Entry rules are organized into three blocks: long, short, and
filters. The engine evaluates them on every closed bar (or every
minute, if any condition is on-tick - see
Evaluate mode).
The blocks
- long - conditions that, when satisfied, open a long position.
Has its own
logicfield (AND or OR) and a list ofconditions. - short - same shape as long, but opens a short. A strategy can define long only, short only, or both. If both fire on the same bar the engine ignores the conflict and takes neither.
- filters - optional, sit outside long/short. Every filter must be true for either side to fire. Use them for regime conditions like "ADX > 20" or "outside the weekend" that apply to both directions.
Logic: AND vs OR
The logic field inside long or short decides how that block's
conditions combine:
- AND - every condition must be true on the same bar. Use when you want multiple confirmations.
- OR - any one condition firing is enough. Use when you have several independent signals that should each open a trade.
Filters always AND with the side block, regardless of the side's own logic. The full picture:
fire_long = (long.logic apply to long.conditions) AND (all filters true)
fire_short = (short.logic apply to short.conditions) AND (all filters true)Condition shape
Every condition has a type. The type decides what other fields it
accepts. The most common types:
| Type | What it tests |
|---|---|
comparison | indicator vs value or another indicator (>, <, >=, <=, ==) |
crossover | one indicator crosses another (above / below) |
threshold | a value above or below a bound |
in_range | indicator inside [min, max] |
price_distance | price within N% of an indicator |
trend_change | the trend detector just flipped |
price_in_supply_demand_zone | live price inside the nearest active zone |
The full reference lives under Conditions.
Order doesn't matter
The engine evaluates every condition on every bar. There is no short-circuiting based on the order you list them. Put the most important (or readable) condition first for clarity, not performance.
Trend detection is separate
trend detection is its own top-level block. It runs before entry
conditions and produces a bull/bear/sideways label. You can reference
it from an entry rule with { "type": "trend_change" }, or ignore it
entirely by setting trend_detection.method to none. See
Trend detection methods when that article
ships.
Common mistakes
- Mixing concerns in
long.conditionsthat should be filters. If a condition applies equally to long and short (e.g. "session is active"), move it tofilters. Easier to read, easier to maintain. - Using
ORwhen you wantedAND. OR is rare in practice. If you find yourself with five OR conditions, you probably want five separate strategies, each with one AND-only rule. - Forgetting that on-tick conditions skip the bar-close cadence. An on-tick condition re-evaluates the whole rule every minute. If one condition needs on-tick semantics, accept the runtime cost.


Starting at the line that contains "What data populates", transcribe each line through the end of the material below, exactly and nothing else, leaving out the pictures.

INFORMATION GIVEN ▸
Segment Open
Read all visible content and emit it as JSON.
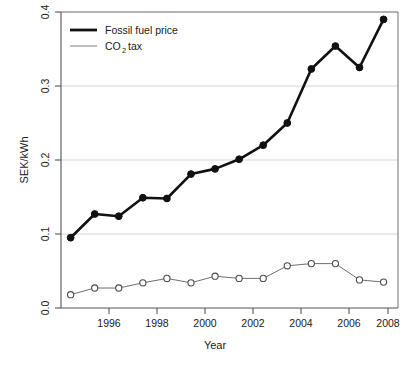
{
  "chart_data": {
    "type": "line",
    "title": "",
    "xlabel": "Year",
    "ylabel": "SEK/kWh",
    "x": [
      1995,
      1996,
      1997,
      1998,
      1999,
      2000,
      2001,
      2002,
      2003,
      2004,
      2005,
      2006,
      2007,
      2008
    ],
    "xlim": [
      1994.6,
      2008.6
    ],
    "ylim": [
      0.0,
      0.4
    ],
    "xticks": [
      1996,
      1998,
      2000,
      2002,
      2004,
      2006,
      2008
    ],
    "xtick_labels": [
      "1996",
      "1998",
      "2000",
      "2002",
      "2004",
      "2006",
      "2008"
    ],
    "yticks": [
      0.0,
      0.1,
      0.2,
      0.3,
      0.4
    ],
    "ytick_labels": [
      "0.0",
      "0.1",
      "0.2",
      "0.3",
      "0.4"
    ],
    "grid": "horizontal",
    "legend_position": "top-left",
    "series": [
      {
        "name": "Fossil fuel price",
        "marker": "filled-circle",
        "color": "#111111",
        "line_width": "thick",
        "values": [
          0.095,
          0.127,
          0.124,
          0.149,
          0.148,
          0.181,
          0.188,
          0.201,
          0.22,
          0.25,
          0.323,
          0.354,
          0.325,
          0.39
        ]
      },
      {
        "name": "CO2 tax",
        "name_rich": {
          "prefix": "CO",
          "subscript": "2",
          "suffix": " tax"
        },
        "marker": "open-circle",
        "color": "#6f6f6f",
        "line_width": "thin",
        "values": [
          0.018,
          0.027,
          0.027,
          0.034,
          0.04,
          0.034,
          0.043,
          0.04,
          0.04,
          0.057,
          0.06,
          0.06,
          0.038,
          0.035
        ]
      }
    ]
  },
  "legend": {
    "entry_fossil": "Fossil fuel price",
    "entry_tax_prefix": "CO",
    "entry_tax_sub": "2",
    "entry_tax_suffix": "tax"
  },
  "axes": {
    "y_title": "SEK/kWh",
    "x_title": "Year"
  }
}
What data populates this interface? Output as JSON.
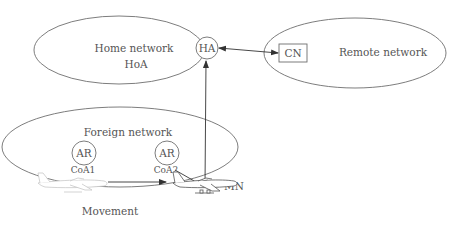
{
  "diagram": {
    "type": "mobile-ip-handover",
    "colors": {
      "stroke": "#6e6e6e",
      "text": "#555555",
      "faded": "#c8c8c8",
      "background": "#ffffff"
    },
    "networks": {
      "home": {
        "label": "Home network",
        "sublabel": "HoA"
      },
      "remote": {
        "label": "Remote network"
      },
      "foreign": {
        "label": "Foreign network"
      }
    },
    "nodes": {
      "ha": {
        "label": "HA"
      },
      "cn": {
        "label": "CN"
      },
      "ar1": {
        "label": "AR",
        "address": "CoA1"
      },
      "ar2": {
        "label": "AR",
        "address": "CoA2"
      },
      "mn": {
        "label": "MN"
      }
    },
    "movement": {
      "label": "Movement"
    }
  }
}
Segment Closed
ANSWER TO THIS TASK ▸
What data populates this interface? Output as JSON.
{
  "diagram": {
    "type": "mobile-ip-handover",
    "colors": {
      "stroke": "#6e6e6e",
      "text": "#555555",
      "faded": "#c8c8c8",
      "background": "#ffffff"
    },
    "networks": {
      "home": {
        "label": "Home network",
        "sublabel": "HoA"
      },
      "remote": {
        "label": "Remote network"
      },
      "foreign": {
        "label": "Foreign network"
      }
    },
    "nodes": {
      "ha": {
        "label": "HA"
      },
      "cn": {
        "label": "CN"
      },
      "ar1": {
        "label": "AR",
        "address": "CoA1"
      },
      "ar2": {
        "label": "AR",
        "address": "CoA2"
      },
      "mn": {
        "label": "MN"
      }
    },
    "movement": {
      "label": "Movement"
    }
  }
}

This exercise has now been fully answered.